Presentation of the article by Cláudia de Arruda Campos.

“In the poem The cactus, Manuel Bandeira tells us about a cactus that, when it falls, deprives the urban environment that constrains it of comforts. And he describes the character as follows: 'he was beautiful, rough, intractable'. Thus Zenir Campos Reis – with the harsh and prickly beauty of his irony – shakes up the reader's accommodations.
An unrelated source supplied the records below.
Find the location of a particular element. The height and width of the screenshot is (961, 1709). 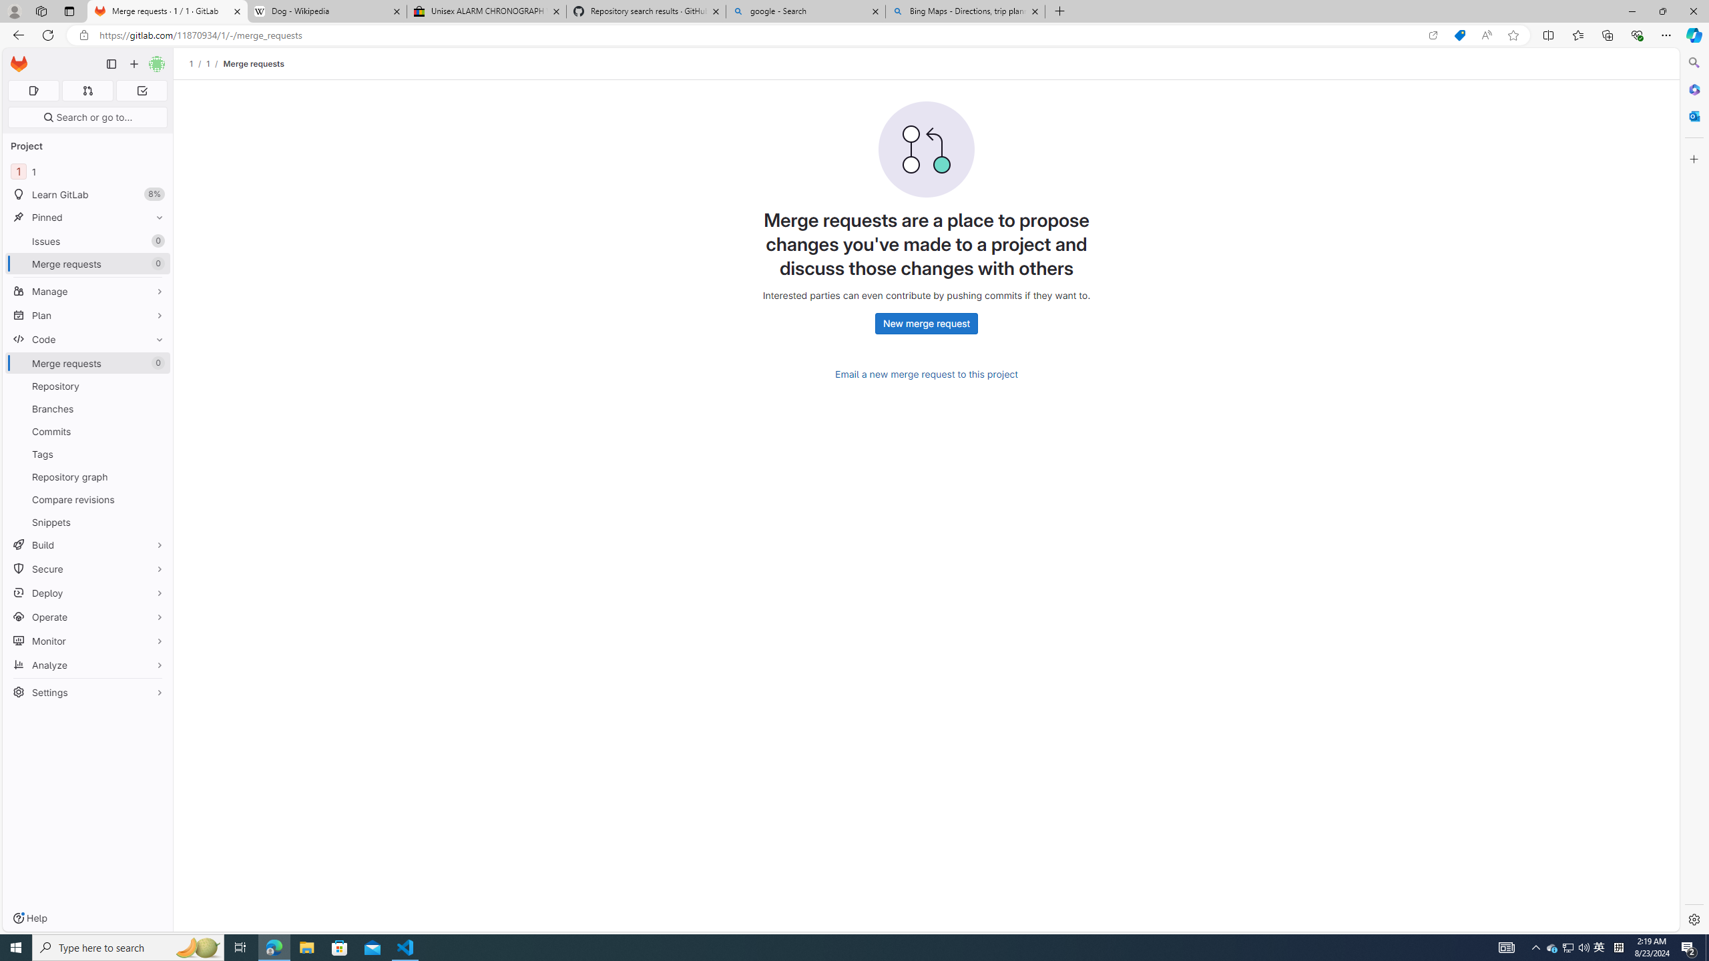

Outlook is located at coordinates (1693, 115).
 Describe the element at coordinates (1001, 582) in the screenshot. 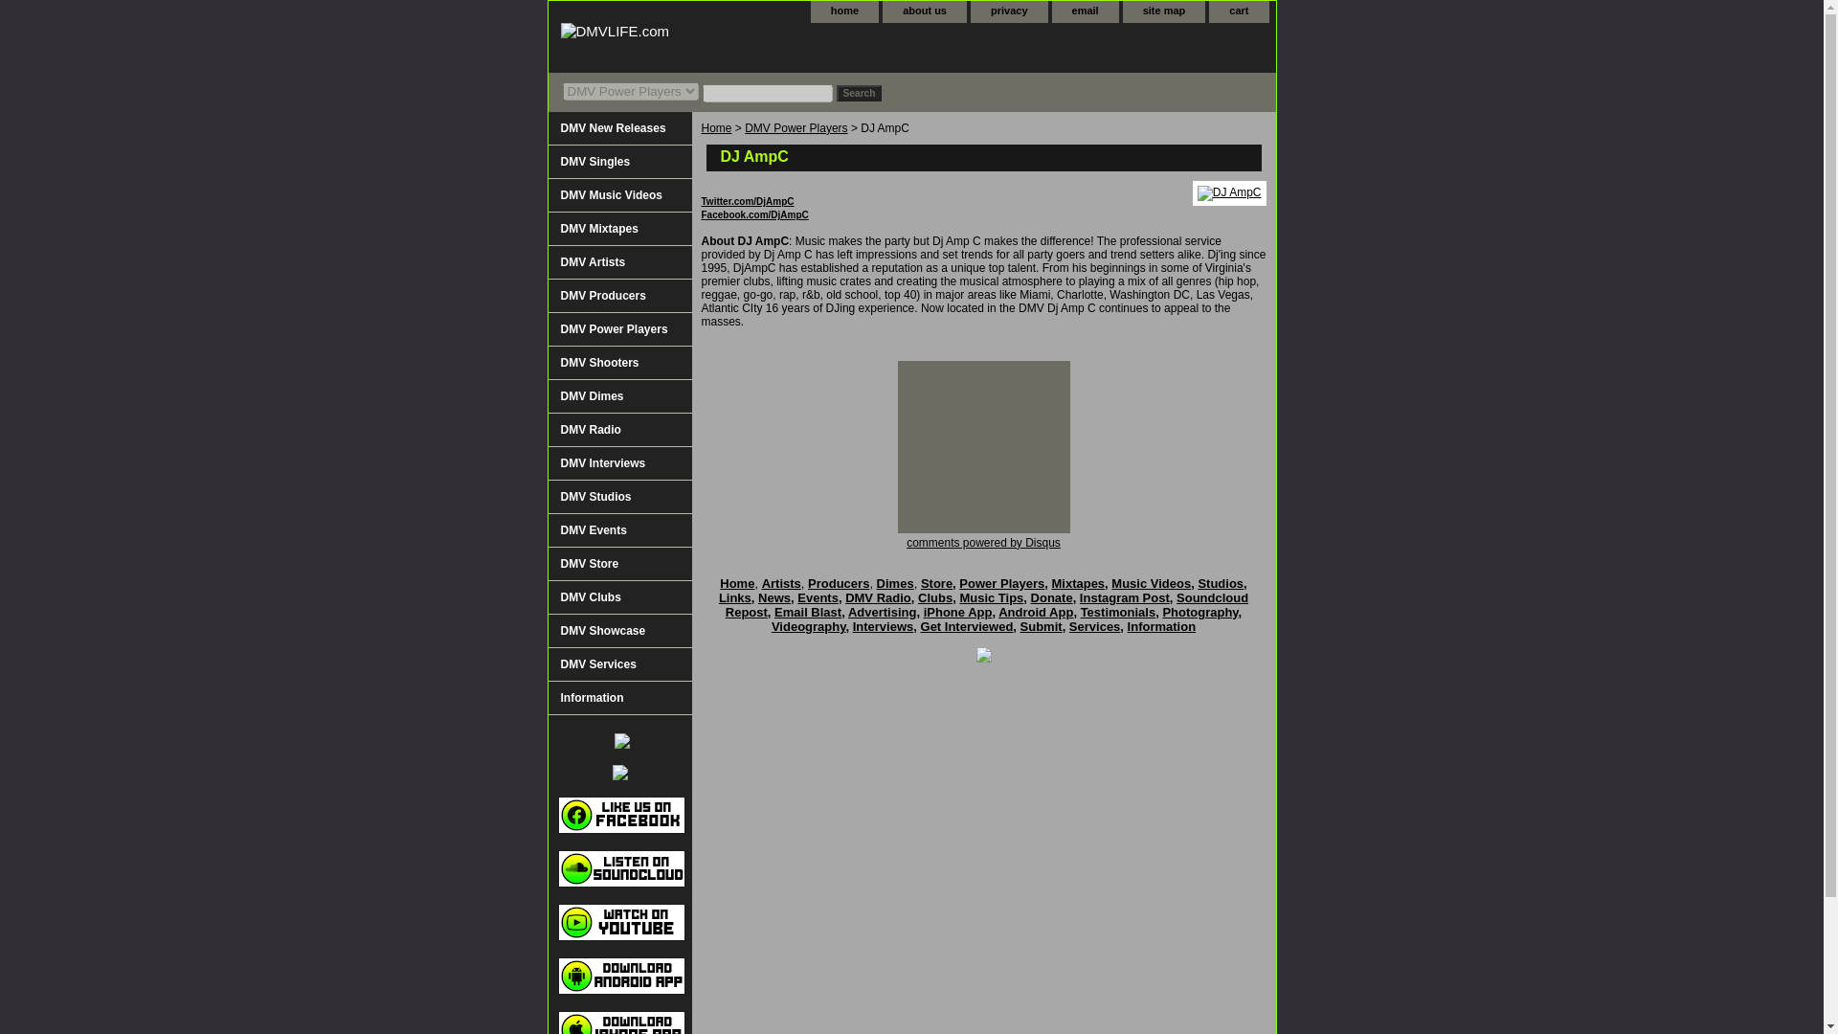

I see `Power Players` at that location.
In the text now republished (as a reminder of the date of his death) the thorns are aimed at the conceptual and ideological incoherence that accompanies the fall of the Berlin Wall.”

 

After the fall

After the fall of the Berlin Wall, all cats are brown.
After the fall of the Berlin Wall, quality became quantity.
After the fall of the Berlin Wall, a dead dog growls again.
After the fall of the Berlin Wall, dogs that bark also bite.
After the fall of the Berlin Wall, “yes” and “no” will be equivalent and interchangeable, depending on the correlation of forces.
After the fall of the Berlin Wall, meteorology became a social science and the so-called “social sciences” became a branch of fine arts.
After the fall of the Berlin Wall, the compass rose was abolished.
After the fall of the Berlin Wall, the harmonious ending of the fable “the wolf and the lamb” will be highlighted.
After the fall of the Berlin Wall, there is an urgent need to deregulate and make the law of gravity more flexible.
After the fall of the Berlin Wall, languages ​​and grammars will only use the pronouns indispensable to the new relationships: I and he (the thing) or she (the thing).
After the fall of the Berlin Wall, children will be a heritage in the cuisine of all peoples and countries.
After the fall of the Berlin Wall, “everything that the ancient muse sings ceases”.
After the fall of the Berlin Wall, we sold the Wall of China.
In time: the news of the fall of the Berlin Wall reached many places before the news of the fall of the Bastille.

 

* Zenir Campos Reis (1944-2019) was a literary critic and professor of Brazilian Literature at FFLCH-USP. Author, among other books, of Augusto dos Anjos: poetry and prose (Attica).